Copy the lines below word for word, skipping any image.

## EXERCISE INPUT
##############################

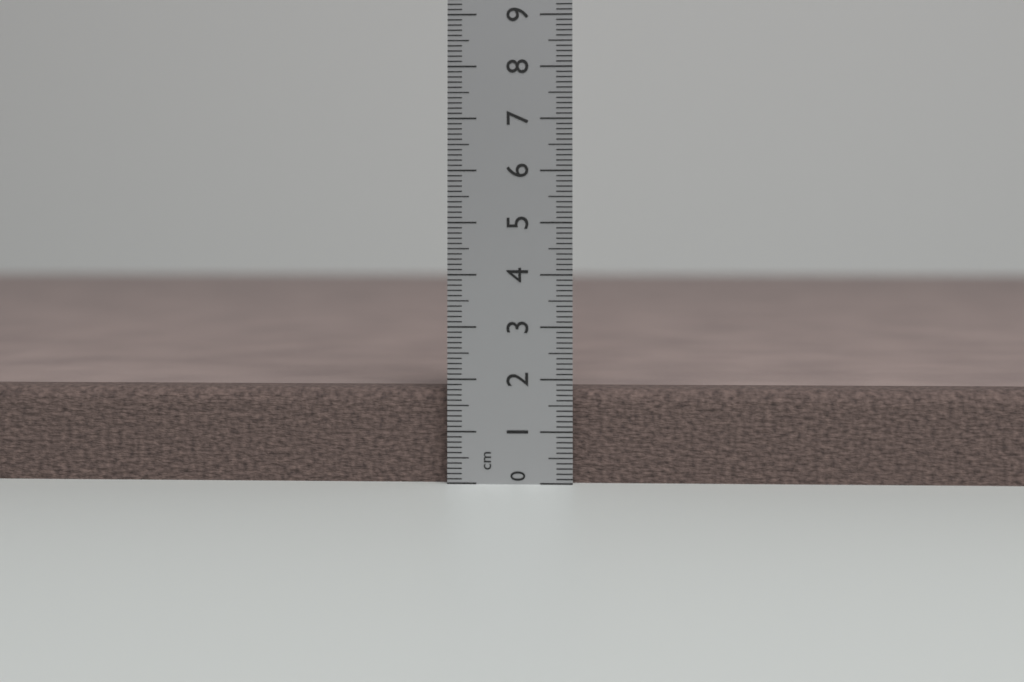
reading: 1.8 cm
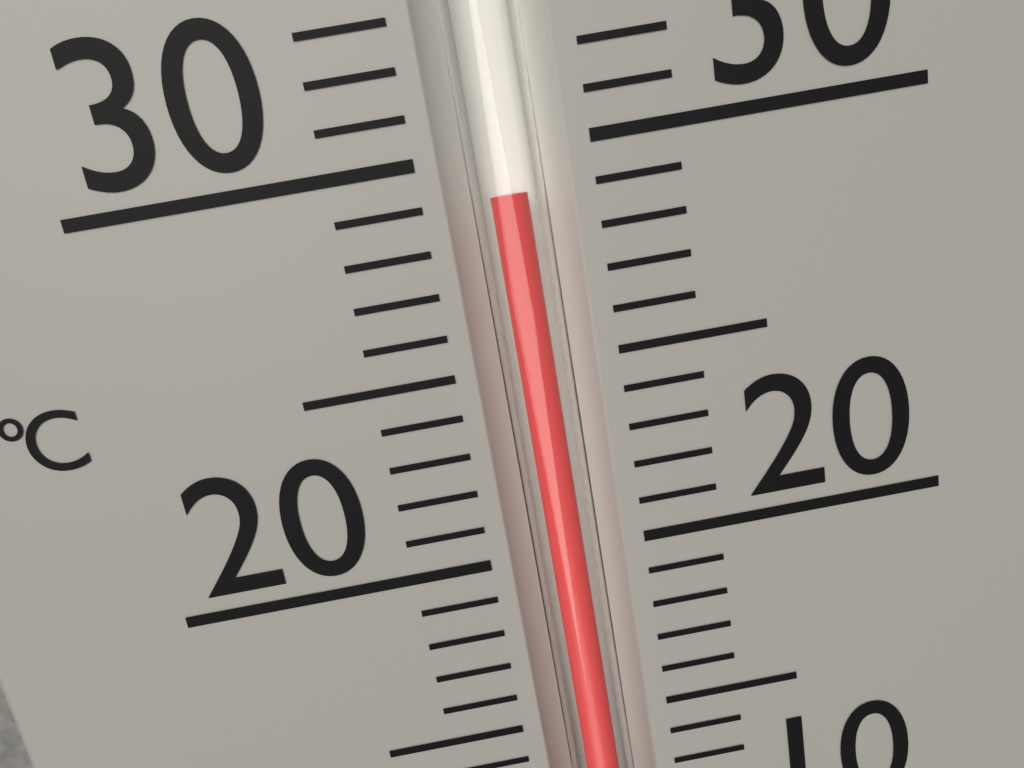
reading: 29 °C
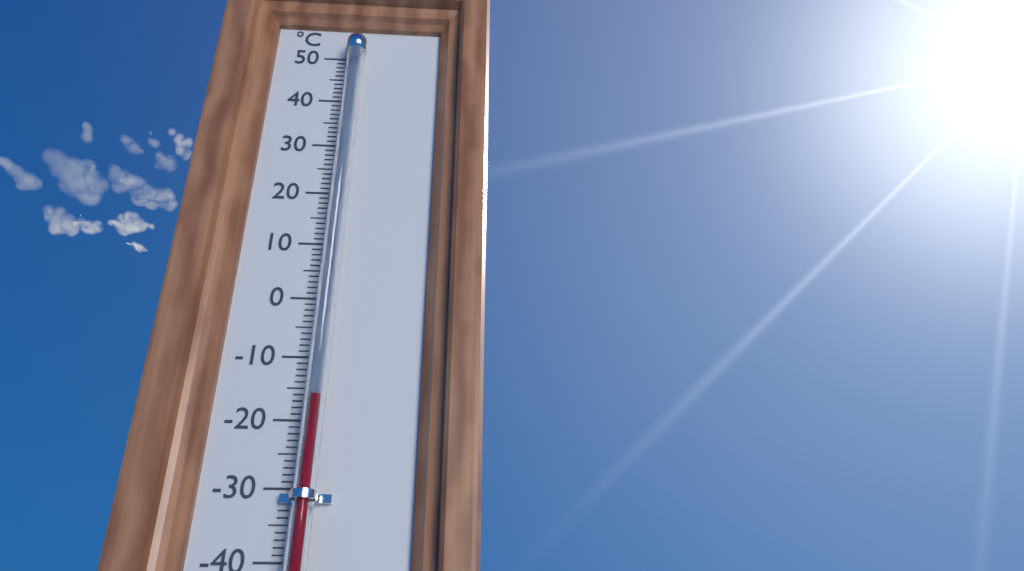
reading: -17 °C
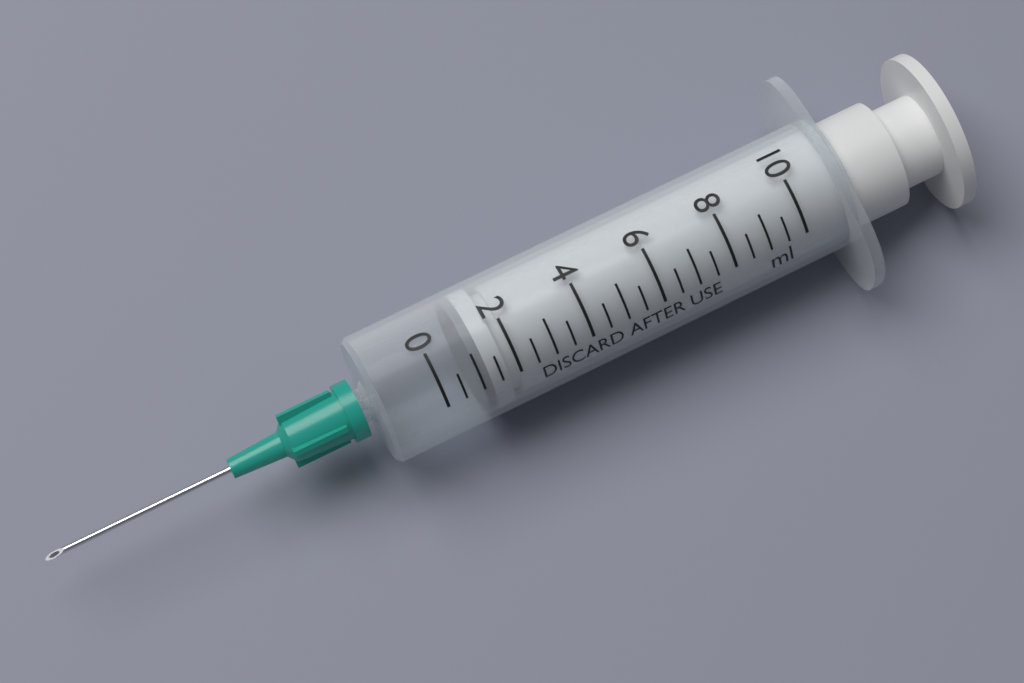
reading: 1.0 ml
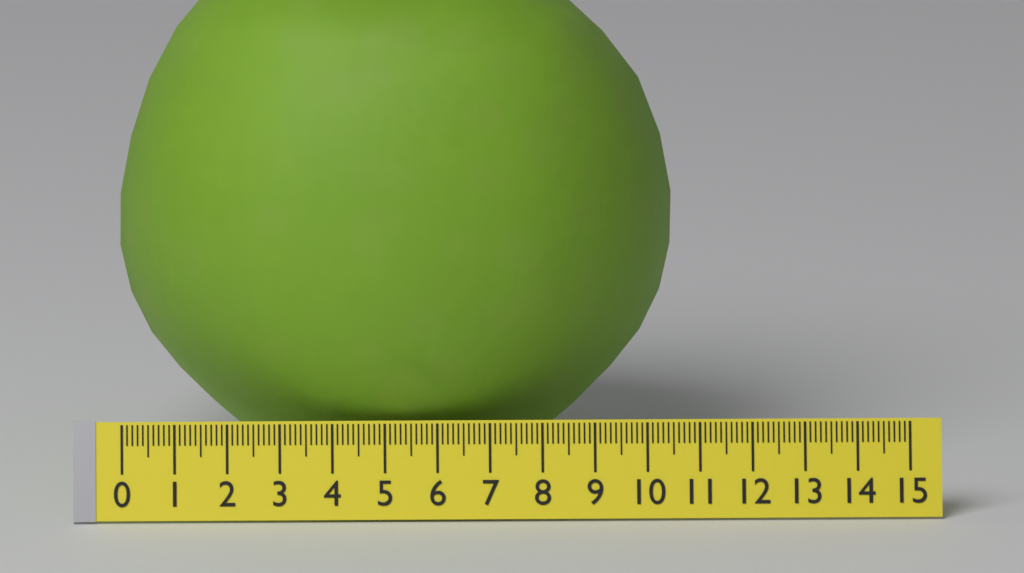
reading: 10.6 (no unit)
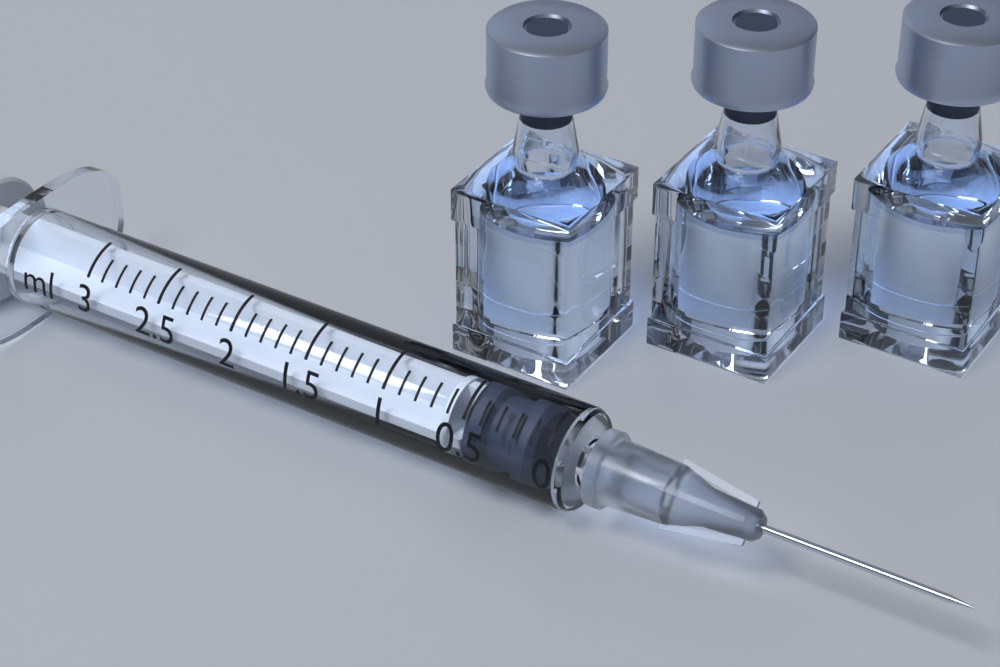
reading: 0.1 ml
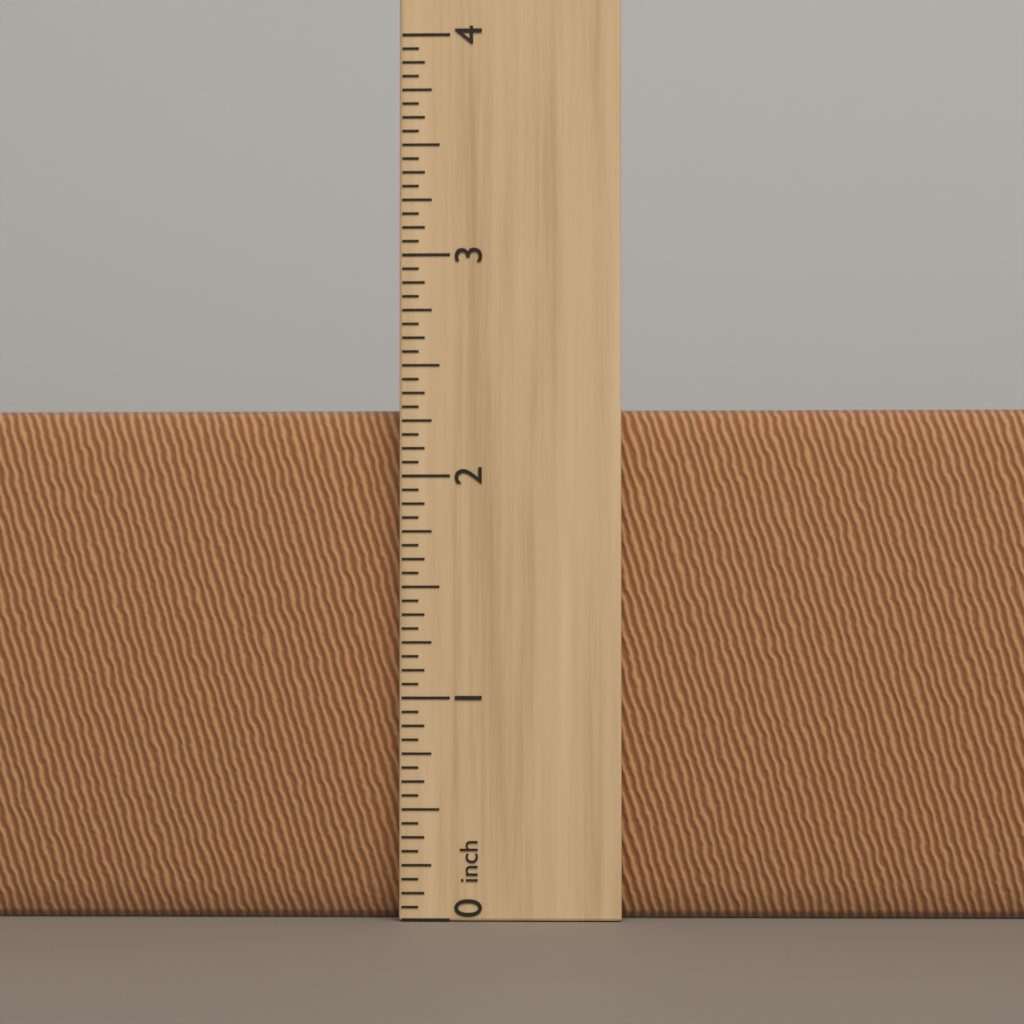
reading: 2.3125 inch
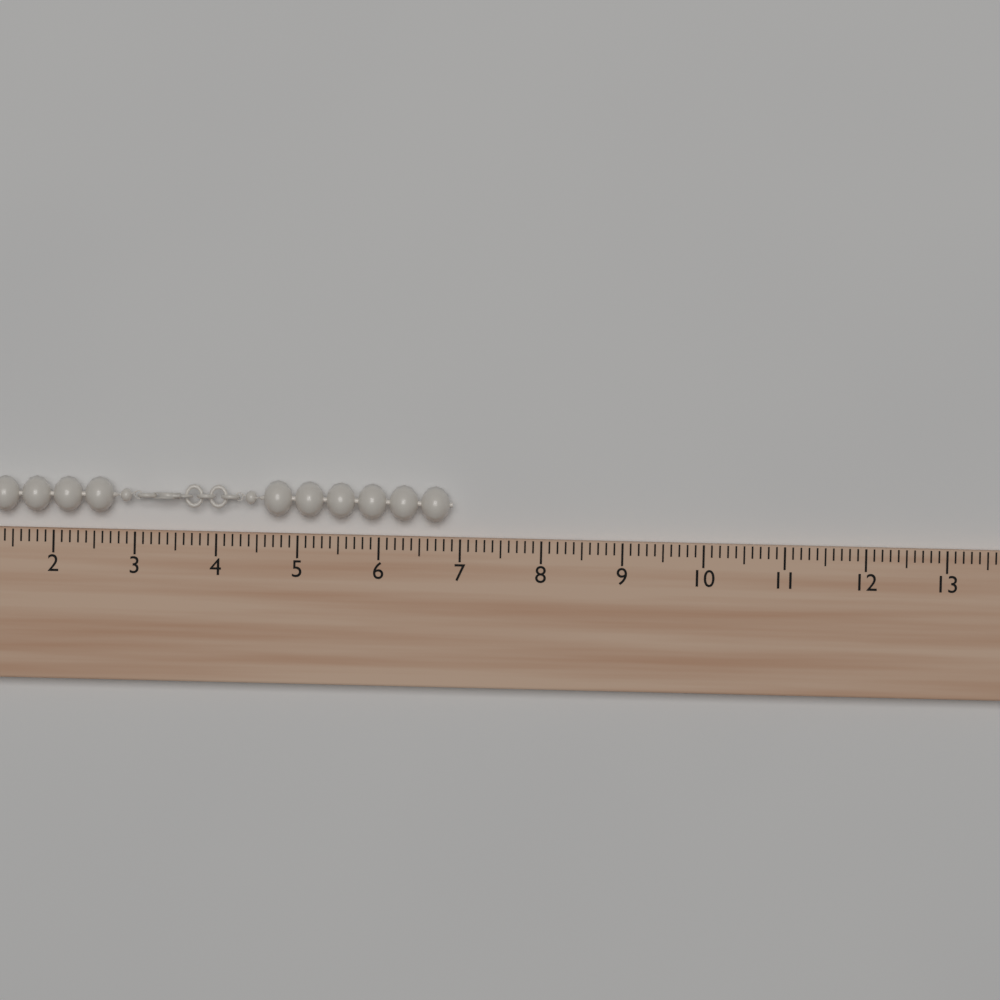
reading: 6.9 (no unit)
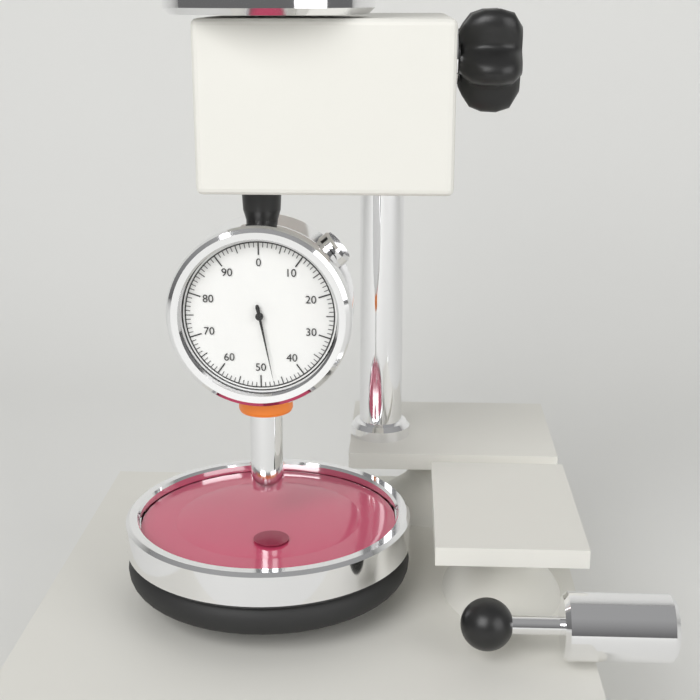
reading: 47 (no unit)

##############################

## ANSWER TO THE EXERCISE
reading: 1.8 cm
reading: 29 °C
reading: -17 °C
reading: 1.0 ml
reading: 10.6 (no unit)
reading: 0.1 ml
reading: 2.3125 inch
reading: 6.9 (no unit)
reading: 47 (no unit)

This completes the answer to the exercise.